Kargil was tit for tat: Pervez

Former Pakistan Presi-dent Pervez Musharraf admitted in an exclusive interview to this newspaper that “Kargil was a legacy of the years of warring with India”, but that of all of the leaders in Pakistan, he, “the soldier-president”, was the one who came closest to inking a peace deal with India; not with one but two Indian Prime Ministers — Atal Behari Vajpayee and Manmohan Singh.
“The entire deal was ready — Siachen, Sir Creek, Kashmir — but for some reason Prime Minister Manmohan Singh failed to keep his date to visit Islamabad,” Mr Musharraf said.
Speaking from his plush penthouse apartment in Dubai, Pakistan’s most famous exile said when asked why he had conducted the Kargil infraction for which he had been “demonised” many times over: “You must remember I am a soldier, a battle-hardened soldier who fought the ’65 war, the ’71 war. I have soldierly feelings. I hated what happened in East Pakistan. We didn’t even open a front against India. Instead, we surrendered. And I wept.”
“And then what happened in Siachen? In 1986, I was director-general of military operations. I knew exactly what happened. Pakistan laid claim to a part of the glacier which, granted, was no-man’s land, which Indian forces then took over. Think of the effect on a soldier’s mind. Think of the circumstances, the whole complexity. Kargil did not take place in isolation. It was a tit for tat,” the former general said.
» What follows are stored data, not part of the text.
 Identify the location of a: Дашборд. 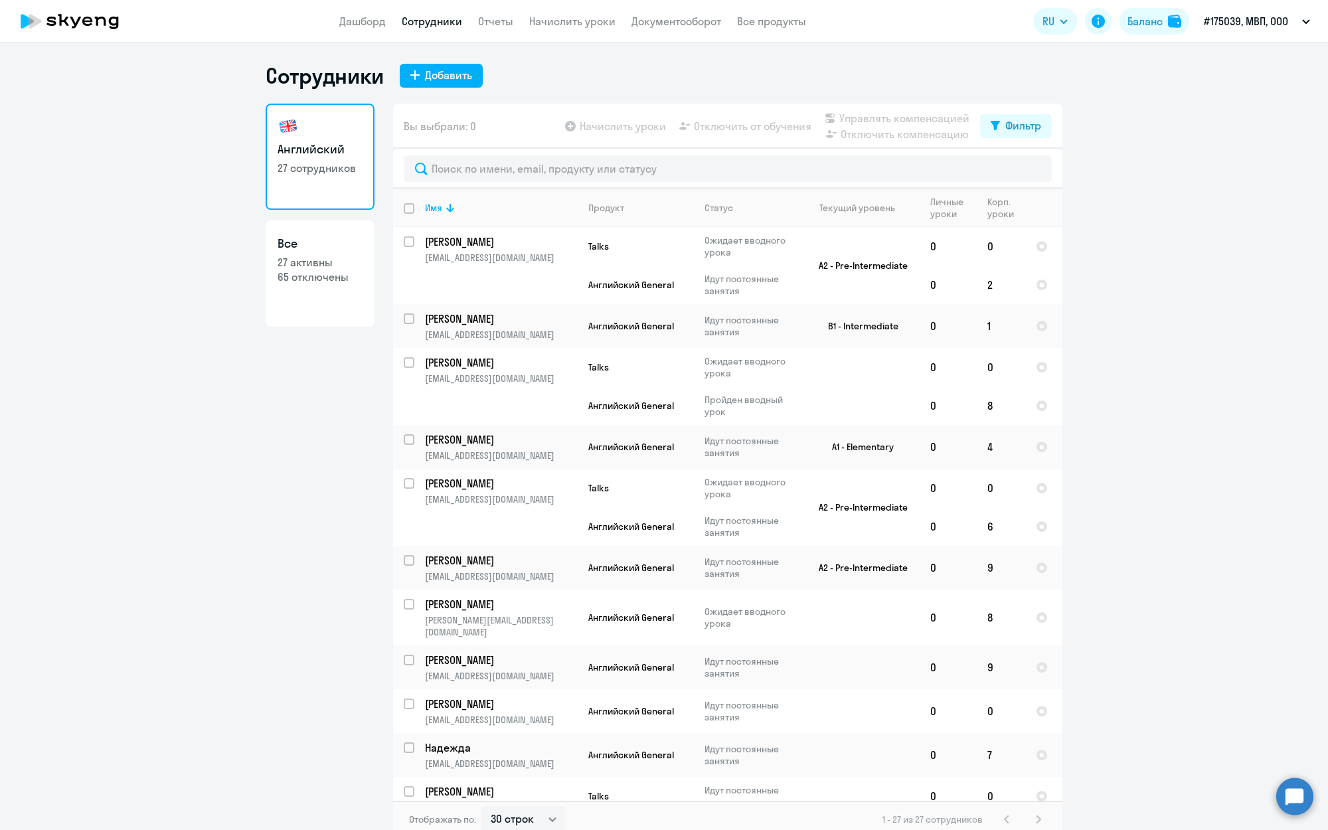
(362, 21).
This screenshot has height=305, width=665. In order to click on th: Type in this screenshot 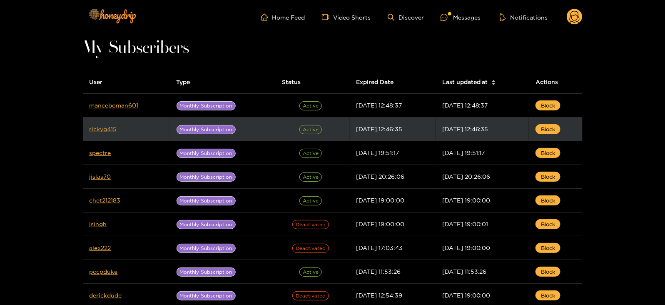, I will do `click(223, 82)`.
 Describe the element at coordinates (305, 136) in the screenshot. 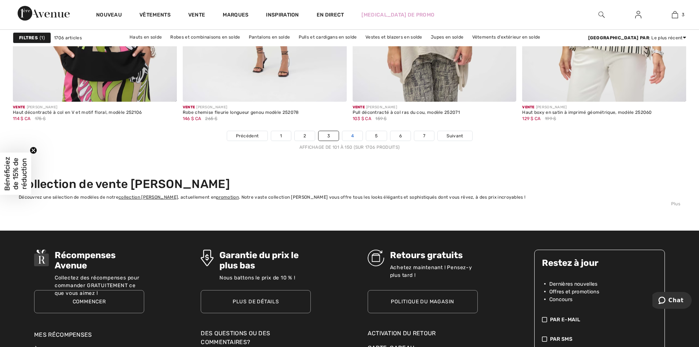

I see `font: 2` at that location.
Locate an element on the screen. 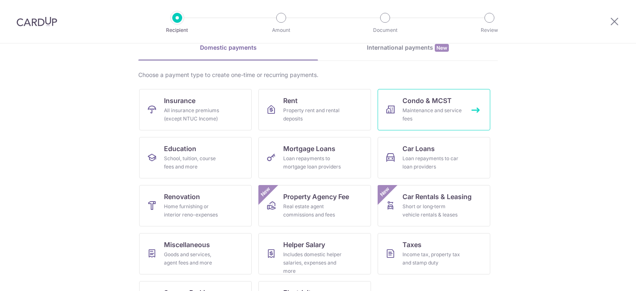 The image size is (636, 291). span: Car Loans is located at coordinates (419, 149).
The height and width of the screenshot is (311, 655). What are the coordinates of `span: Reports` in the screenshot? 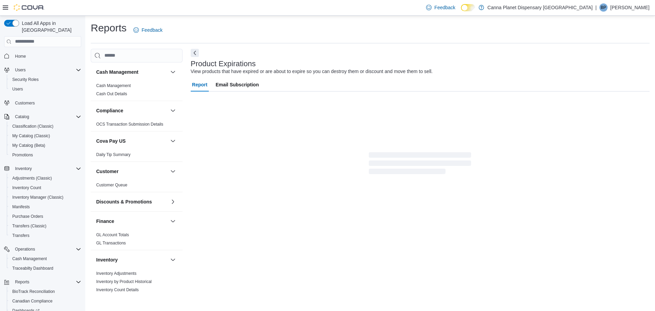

In retrospect, he said, “Kargil should be seen in that context, you could call it an aberration, but it was also because we felt very bad”, adding that once he became President, he moved quickly to make peace with India.
“I am a man of war but I am also a man of peace. It takes fighting wars to know the true value of peace. I lost my best friend Bilal in the ’71 war. He was shot dead when standing right next to me. My three-month-old son, who was supposed to be named Shehryar, was renamed Bilal in my friend’s honour,” Mr Musharraf said.